This is some very interesting results that I obtained while testing capacitors in interstage op-amp circuits.
I breadboarded a quad of inverting op-amp stages and intercoupled them with capacitors for this experiment.
The first trace with the green callouts is four polystyrene capacitors intercoupling. The second is four ceramic disc caps in place of the poly caps. No other changes. I performed this test yesterday at 1KHz and found small differences that only my Tektronix AA501 Distortion Analyzer could detect reliably, but today I used 100Hz as the test frequency and the differences amplified 100-fold.
The ceramic caps produced .216% THD while the poly caps produced .0031% THD at 100Hz.
I also did testing at 10Hz and this produced enough distortion that I could see it on an oscilloscope and see what exactly was happening. The waveform with the ceramic cap became almost triangular with a notch at zero crossing. The poly produced a clean sine wave.
Here's a superimposed snapshot of the 100Hz spectrum analysis. It proves that I was not measuring noise, but actual harmonics. Note that the ceramic has a dominant THIRD harmonic here:
http://i16.photobucket.com/albums/b28/mweiss/CeramicvsPoly100Hz.jpg
So this tends to suggest that the grade of interstage coupling capacitors used in audio amplifiers, particularly at bass frequencies, is rather important.
I breadboarded a quad of inverting op-amp stages and intercoupled them with capacitors for this experiment.
The first trace with the green callouts is four polystyrene capacitors intercoupling. The second is four ceramic disc caps in place of the poly caps. No other changes. I performed this test yesterday at 1KHz and found small differences that only my Tektronix AA501 Distortion Analyzer could detect reliably, but today I used 100Hz as the test frequency and the differences amplified 100-fold.
The ceramic caps produced .216% THD while the poly caps produced .0031% THD at 100Hz.
I also did testing at 10Hz and this produced enough distortion that I could see it on an oscilloscope and see what exactly was happening. The waveform with the ceramic cap became almost triangular with a notch at zero crossing. The poly produced a clean sine wave.
Here's a superimposed snapshot of the 100Hz spectrum analysis. It proves that I was not measuring noise, but actual harmonics. Note that the ceramic has a dominant THIRD harmonic here:

http://i16.photobucket.com/albums/b28/mweiss/CeramicvsPoly100Hz.jpg
So this tends to suggest that the grade of interstage coupling capacitors used in audio amplifiers, particularly at bass frequencies, is rather important.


Task to complete: Report every line of the data that includes "discharge".
****************************************
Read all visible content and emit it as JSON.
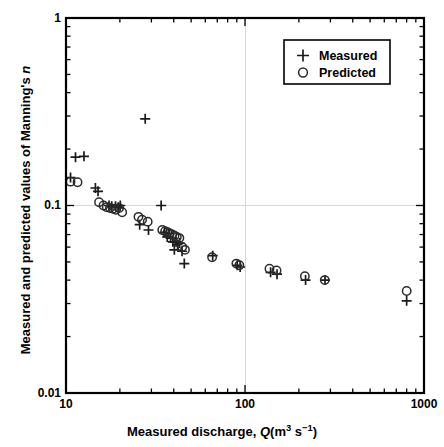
{
  "chart_data": {
    "type": "scatter",
    "title": "",
    "xlabel": "Measured discharge, Q (m3 s-1)",
    "ylabel": "Measured and predicted values of Manning's n",
    "xscale": "log",
    "yscale": "log",
    "xlim": [
      10,
      1000
    ],
    "ylim": [
      0.01,
      1
    ],
    "xticks": [
      10,
      100,
      1000
    ],
    "xtick_labels": [
      "10",
      "100",
      "1000"
    ],
    "yticks": [
      0.01,
      0.1,
      1
    ],
    "ytick_labels": [
      "0.01",
      "0.1",
      "1"
    ],
    "grid": "major gridlines at x=100 and y=0.1, light gray",
    "legend_position": "top-right inside axes",
    "series": [
      {
        "name": "Measured",
        "marker": "plus",
        "color": "#1a1a1a",
        "points": [
          [
            10.6,
            0.141
          ],
          [
            11.3,
            0.181
          ],
          [
            12.6,
            0.183
          ],
          [
            14.6,
            0.124
          ],
          [
            15.1,
            0.119
          ],
          [
            17.4,
            0.1
          ],
          [
            18.0,
            0.099
          ],
          [
            18.9,
            0.099
          ],
          [
            19.6,
            0.098
          ],
          [
            20.1,
            0.1
          ],
          [
            25.8,
            0.079
          ],
          [
            27.7,
            0.29
          ],
          [
            28.9,
            0.074
          ],
          [
            34.0,
            0.1
          ],
          [
            35.5,
            0.072
          ],
          [
            36.8,
            0.068
          ],
          [
            37.5,
            0.071
          ],
          [
            38.4,
            0.067
          ],
          [
            39.5,
            0.064
          ],
          [
            40.3,
            0.058
          ],
          [
            41.2,
            0.064
          ],
          [
            42.0,
            0.062
          ],
          [
            43.1,
            0.063
          ],
          [
            44.5,
            0.057
          ],
          [
            45.8,
            0.049
          ],
          [
            66.0,
            0.054
          ],
          [
            90.5,
            0.048
          ],
          [
            94.0,
            0.047
          ],
          [
            139.0,
            0.044
          ],
          [
            151.0,
            0.043
          ],
          [
            218.0,
            0.04
          ],
          [
            280.0,
            0.04
          ],
          [
            800.0,
            0.031
          ]
        ]
      },
      {
        "name": "Predicted",
        "marker": "circle",
        "color": "#2b2b2b",
        "points": [
          [
            10.6,
            0.134
          ],
          [
            11.6,
            0.133
          ],
          [
            15.3,
            0.104
          ],
          [
            16.2,
            0.1
          ],
          [
            16.9,
            0.098
          ],
          [
            17.6,
            0.097
          ],
          [
            18.3,
            0.096
          ],
          [
            19.0,
            0.095
          ],
          [
            19.8,
            0.097
          ],
          [
            20.6,
            0.092
          ],
          [
            25.4,
            0.087
          ],
          [
            26.6,
            0.084
          ],
          [
            28.6,
            0.082
          ],
          [
            34.5,
            0.074
          ],
          [
            35.8,
            0.073
          ],
          [
            36.9,
            0.072
          ],
          [
            38.0,
            0.071
          ],
          [
            39.2,
            0.07
          ],
          [
            40.4,
            0.069
          ],
          [
            41.6,
            0.068
          ],
          [
            43.0,
            0.067
          ],
          [
            44.6,
            0.06
          ],
          [
            46.2,
            0.058
          ],
          [
            65.5,
            0.053
          ],
          [
            89.5,
            0.049
          ],
          [
            93.0,
            0.048
          ],
          [
            137.0,
            0.046
          ],
          [
            150.0,
            0.045
          ],
          [
            216.0,
            0.042
          ],
          [
            279.0,
            0.04
          ],
          [
            800.0,
            0.035
          ]
        ]
      }
    ]
  },
  "legend": {
    "items": [
      {
        "label": "Measured",
        "marker": "plus"
      },
      {
        "label": "Predicted",
        "marker": "circle"
      }
    ]
  },
  "axes": {
    "x_title_parts": {
      "main": "Measured discharge,",
      "symbol": "Q",
      "units_open": "(m",
      "units_sup1": "3",
      "units_mid": " s",
      "units_sup2": "−1",
      "units_close": ")"
    },
    "y_title_parts": {
      "main": "Measured and predicted values of Manning's",
      "symbol": "n"
    }
  }
}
****************************************
Final answer:
    "xlabel": "Measured discharge, Q (m3 s-1)",
      "main": "Measured discharge,",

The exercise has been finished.